All of the data below needs to be set down again, exactly as shown.

[Stored items]
:::::

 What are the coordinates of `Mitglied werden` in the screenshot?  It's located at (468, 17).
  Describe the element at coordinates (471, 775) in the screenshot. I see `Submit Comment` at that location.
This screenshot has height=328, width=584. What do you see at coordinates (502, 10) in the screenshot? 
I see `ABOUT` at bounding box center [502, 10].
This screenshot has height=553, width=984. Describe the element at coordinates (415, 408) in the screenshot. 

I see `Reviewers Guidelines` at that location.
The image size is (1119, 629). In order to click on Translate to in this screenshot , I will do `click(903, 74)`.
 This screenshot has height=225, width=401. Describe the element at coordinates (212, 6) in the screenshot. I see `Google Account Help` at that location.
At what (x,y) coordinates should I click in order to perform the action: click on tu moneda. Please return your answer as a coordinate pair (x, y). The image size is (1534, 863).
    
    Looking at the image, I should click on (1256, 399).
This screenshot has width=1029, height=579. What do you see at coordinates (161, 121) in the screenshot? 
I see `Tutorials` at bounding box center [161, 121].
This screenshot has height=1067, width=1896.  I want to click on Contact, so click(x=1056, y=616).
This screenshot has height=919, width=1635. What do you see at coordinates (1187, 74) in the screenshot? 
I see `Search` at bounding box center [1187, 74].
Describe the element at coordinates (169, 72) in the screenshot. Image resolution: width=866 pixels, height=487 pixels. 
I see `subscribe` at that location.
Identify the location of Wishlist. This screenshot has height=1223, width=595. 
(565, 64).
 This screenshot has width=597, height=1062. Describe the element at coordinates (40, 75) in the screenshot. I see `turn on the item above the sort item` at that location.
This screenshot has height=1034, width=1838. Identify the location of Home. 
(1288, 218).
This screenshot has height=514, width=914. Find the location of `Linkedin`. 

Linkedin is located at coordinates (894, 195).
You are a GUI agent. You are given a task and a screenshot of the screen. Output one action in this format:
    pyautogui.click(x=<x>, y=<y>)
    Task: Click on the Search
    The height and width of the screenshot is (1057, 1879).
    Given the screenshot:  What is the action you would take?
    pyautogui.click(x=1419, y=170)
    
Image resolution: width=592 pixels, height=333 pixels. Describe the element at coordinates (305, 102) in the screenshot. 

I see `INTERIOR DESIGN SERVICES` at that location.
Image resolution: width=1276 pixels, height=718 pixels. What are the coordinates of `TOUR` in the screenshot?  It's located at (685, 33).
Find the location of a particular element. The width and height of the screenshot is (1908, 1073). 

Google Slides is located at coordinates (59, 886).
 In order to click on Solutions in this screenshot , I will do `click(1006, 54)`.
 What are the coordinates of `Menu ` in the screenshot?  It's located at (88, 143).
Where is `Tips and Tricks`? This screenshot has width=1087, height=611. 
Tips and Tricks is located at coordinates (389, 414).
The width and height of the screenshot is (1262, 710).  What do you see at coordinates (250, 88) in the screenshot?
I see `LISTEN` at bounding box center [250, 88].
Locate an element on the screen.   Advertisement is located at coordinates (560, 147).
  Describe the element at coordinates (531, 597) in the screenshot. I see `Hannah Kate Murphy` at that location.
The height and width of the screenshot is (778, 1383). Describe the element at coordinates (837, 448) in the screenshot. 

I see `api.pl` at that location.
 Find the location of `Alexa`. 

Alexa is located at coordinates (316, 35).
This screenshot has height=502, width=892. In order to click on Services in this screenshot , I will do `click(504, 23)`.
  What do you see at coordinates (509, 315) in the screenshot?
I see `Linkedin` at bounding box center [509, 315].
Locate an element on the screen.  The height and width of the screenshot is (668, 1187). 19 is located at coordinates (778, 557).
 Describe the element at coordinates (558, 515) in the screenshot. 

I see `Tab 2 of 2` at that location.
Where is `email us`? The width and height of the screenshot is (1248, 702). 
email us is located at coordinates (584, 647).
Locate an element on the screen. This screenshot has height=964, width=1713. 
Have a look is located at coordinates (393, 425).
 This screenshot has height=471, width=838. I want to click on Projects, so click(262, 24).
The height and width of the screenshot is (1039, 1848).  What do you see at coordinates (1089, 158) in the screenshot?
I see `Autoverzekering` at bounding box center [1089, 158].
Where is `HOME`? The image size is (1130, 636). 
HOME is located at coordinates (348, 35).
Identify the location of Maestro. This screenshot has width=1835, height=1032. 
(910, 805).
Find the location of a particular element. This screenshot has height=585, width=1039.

:::::

__Your solution__:
 What are the coordinates of `Mitglied werden` in the screenshot?  It's located at (468, 17).
  Describe the element at coordinates (471, 775) in the screenshot. I see `Submit Comment` at that location.
This screenshot has height=328, width=584. What do you see at coordinates (502, 10) in the screenshot? 
I see `ABOUT` at bounding box center [502, 10].
This screenshot has height=553, width=984. Describe the element at coordinates (415, 408) in the screenshot. 

I see `Reviewers Guidelines` at that location.
The image size is (1119, 629). In order to click on Translate to in this screenshot , I will do `click(903, 74)`.
 This screenshot has height=225, width=401. Describe the element at coordinates (212, 6) in the screenshot. I see `Google Account Help` at that location.
At what (x,y) coordinates should I click in order to perform the action: click on tu moneda. Please return your answer as a coordinate pair (x, y). The image size is (1534, 863).
    
    Looking at the image, I should click on (1256, 399).
This screenshot has width=1029, height=579. What do you see at coordinates (161, 121) in the screenshot? 
I see `Tutorials` at bounding box center [161, 121].
This screenshot has height=1067, width=1896.  I want to click on Contact, so click(x=1056, y=616).
This screenshot has height=919, width=1635. What do you see at coordinates (1187, 74) in the screenshot? 
I see `Search` at bounding box center [1187, 74].
Describe the element at coordinates (169, 72) in the screenshot. Image resolution: width=866 pixels, height=487 pixels. 
I see `subscribe` at that location.
Identify the location of Wishlist. This screenshot has height=1223, width=595. 
(565, 64).
 This screenshot has width=597, height=1062. Describe the element at coordinates (40, 75) in the screenshot. I see `turn on the item above the sort item` at that location.
This screenshot has height=1034, width=1838. Identify the location of Home. 
(1288, 218).
This screenshot has height=514, width=914. Find the location of `Linkedin`. 

Linkedin is located at coordinates (894, 195).
You are a GUI agent. You are given a task and a screenshot of the screen. Output one action in this format:
    pyautogui.click(x=<x>, y=<y>)
    Task: Click on the Search
    The height and width of the screenshot is (1057, 1879).
    Given the screenshot:  What is the action you would take?
    pyautogui.click(x=1419, y=170)
    
Image resolution: width=592 pixels, height=333 pixels. Describe the element at coordinates (305, 102) in the screenshot. 

I see `INTERIOR DESIGN SERVICES` at that location.
Image resolution: width=1276 pixels, height=718 pixels. What are the coordinates of `TOUR` in the screenshot?  It's located at (685, 33).
Find the location of a particular element. The width and height of the screenshot is (1908, 1073). 

Google Slides is located at coordinates (59, 886).
 In order to click on Solutions in this screenshot , I will do `click(1006, 54)`.
 What are the coordinates of `Menu ` in the screenshot?  It's located at (88, 143).
Where is `Tips and Tricks`? This screenshot has width=1087, height=611. 
Tips and Tricks is located at coordinates (389, 414).
The width and height of the screenshot is (1262, 710).  What do you see at coordinates (250, 88) in the screenshot?
I see `LISTEN` at bounding box center [250, 88].
Locate an element on the screen.   Advertisement is located at coordinates (560, 147).
  Describe the element at coordinates (531, 597) in the screenshot. I see `Hannah Kate Murphy` at that location.
The height and width of the screenshot is (778, 1383). Describe the element at coordinates (837, 448) in the screenshot. 

I see `api.pl` at that location.
 Find the location of `Alexa`. 

Alexa is located at coordinates (316, 35).
This screenshot has height=502, width=892. In order to click on Services in this screenshot , I will do `click(504, 23)`.
  What do you see at coordinates (509, 315) in the screenshot?
I see `Linkedin` at bounding box center [509, 315].
Locate an element on the screen.  The height and width of the screenshot is (668, 1187). 19 is located at coordinates (778, 557).
 Describe the element at coordinates (558, 515) in the screenshot. 

I see `Tab 2 of 2` at that location.
Where is `email us`? The width and height of the screenshot is (1248, 702). 
email us is located at coordinates (584, 647).
Locate an element on the screen. This screenshot has height=964, width=1713. 
Have a look is located at coordinates (393, 425).
 This screenshot has height=471, width=838. I want to click on Projects, so click(262, 24).
The height and width of the screenshot is (1039, 1848).  What do you see at coordinates (1089, 158) in the screenshot?
I see `Autoverzekering` at bounding box center [1089, 158].
Where is `HOME`? The image size is (1130, 636). 
HOME is located at coordinates (348, 35).
Identify the location of Maestro. This screenshot has width=1835, height=1032. 
(910, 805).
Find the location of a particular element. This screenshot has height=585, width=1039.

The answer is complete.